“Diary of an Activist”

My generation was the SILENCED GENERATION. When we complained as children about child sexual abuse no one listened. When we talked about torture, child pornography, and pedophile rings, no one believed us. When we went to the police as adults they told us our cases were too old. So we had to find a way of coping with injustice.  In this monthly blog, I will be writing about my personal search for truth and justice as a survivor of ritual abuse-torture. And how I’ve turned to activism to find healing and closure.

Looking 4 Survivors

I grew up in a home for little girls. My mother was a single parent. She was abandoned by my beatnik father when I was a year old. She was pregnant and penniless. My brother was born but he died of crib death a few months later.  My mother had to lie about being a divorced single mother in order to get a job. That was the 1960s.

Initially, I was put in daily care with two women in a suburb of Toronto.  They took in the children of women who had fallen on hard times. This was before national daycare. At 2 years old, they convinced my mother that I would be better off with weekly care. So every Sunday my mother packed my valise, and every Friday she came on the bus to collect me. I grew to hate Sundays. I was molested, raped, sodomized, photographed and tortured by a group of pedophiles affiliated with that home for the next five to seven years.

I wasn’t the only one. There were many children who came and went. Street children. Orphans. The children of drug addicted parents. The children no one wanted or whose parents couldn’t care for them. The memories I have of them are fragmented. A first name. A cherubic face. I’ve often wondered where they are and how they’ve managed? I wonder if they remember? I worry that they’ve suffered over the years without adequate healing, validation or help. Did their parents believe their allegations of child sexual abuse and torture? Or did they struggle alone with the horrors of a violated childhood, as I did?

Of all of those children there is one face I remember well. So today’s blog is for Cindy. Wherever you are, I hope you’re well.

On Activism

My generation was the SILENCED GENERATION. When we complained as children about child sexual abuse no one listened. When we talked about child pornography, the torture of children and ritualized pedophilia, no one believed. When we tried to speak out in the early 1990s, the false memory syndrome poisoned the media with false medical science. Denial has ruled the day around most forms of extreme child abuse until just recently. Now the internet is coughing up photographic evidence that adults torture children, even infants, for pleasure and profit. The tide has turned. There is now hope for this generation of victims.

(more…)

Fearlessness

I have spent most of my life crippled by fear. Fear of crowds, fear of strangers, fear of intimacy, fear of public scrutiny, of failure and of success. As a result, I spent the early years of my life avoiding people and places. I was agoraphobic and reclusive. I spent my time trying to build a life that was safe and free of stress. But as I got older I saw that I had only built a more comfortable cage to hide in. And I was still fearful.

(more…)

The Power of Human Connection

I presented on a panel recently at the 20th Anniversary of the Montreal Massacre. Someone asked me after I had shared my experiences of pedophilic torture as a young girl: How did you survive all that?
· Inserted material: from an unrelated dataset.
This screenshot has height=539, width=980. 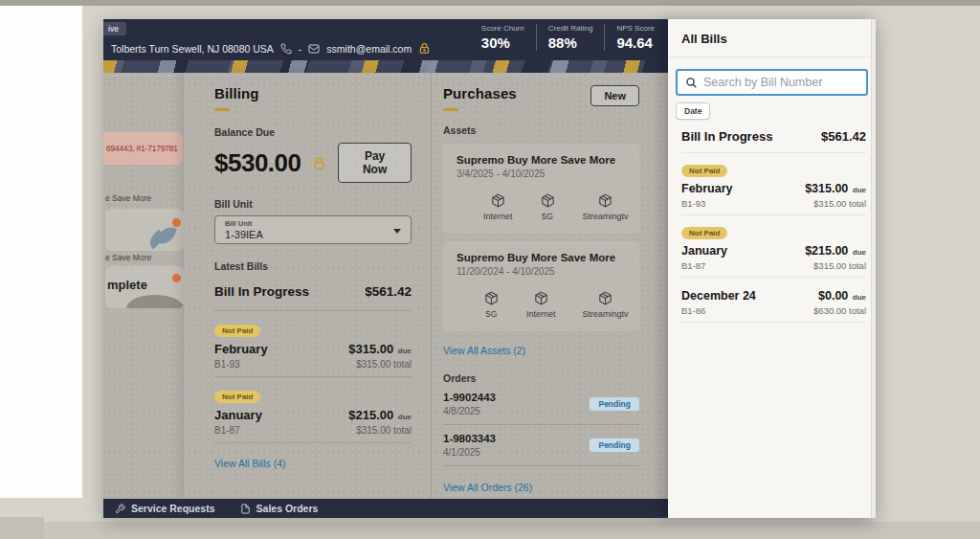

I found myself reviewing the last 25 years and listing all the different healing modalities I’ve tried: Jungian analysis, psychotherapy, intensive regression and feeling work, massage, Rolfing, acupuncture, meditation, tantric and otherwise. But still my list didn’t answer the question. There wasn’t just one technique that did the trick or even one level. I worked on the physical, emotional and spiritual levels. I tried everything to get well. And getting well seems like a dally event, an ongoing process….But what was the key? What did all these therapies have in common?

After the conference I was talking to my colleague Jeanne Sarson, who said to me “We’re practicing a new kind of feminism. Relational feminism.” She mentioned the words: human connection. Then it hit me….the one thing that had been healing in every case, was a positive human connection.

(more…)

Remembrance Day: A Survivor’s P.O.V.

This remembrance day I drove to the town where my abusers grew up. I stood in a large crowd in the surprising November sunshine, and listened to the speeches and watched the offering of the wreaths. One of these wreaths was laid in honour of a man I knew privately as a child sexual abuser. As a child, I grew up in an unofficial foster home where I was ritually abused, tortured, trafficked and photographed by a group of men. Some of them were veterans. I now understand that these were men traumatized by war, who came home and began using the techniques of war: intimidation, torture, and violence on the women and children around them. They enjoyed public prestige but were private bullies. I thought my case was an isolated incident until I began doing activist work.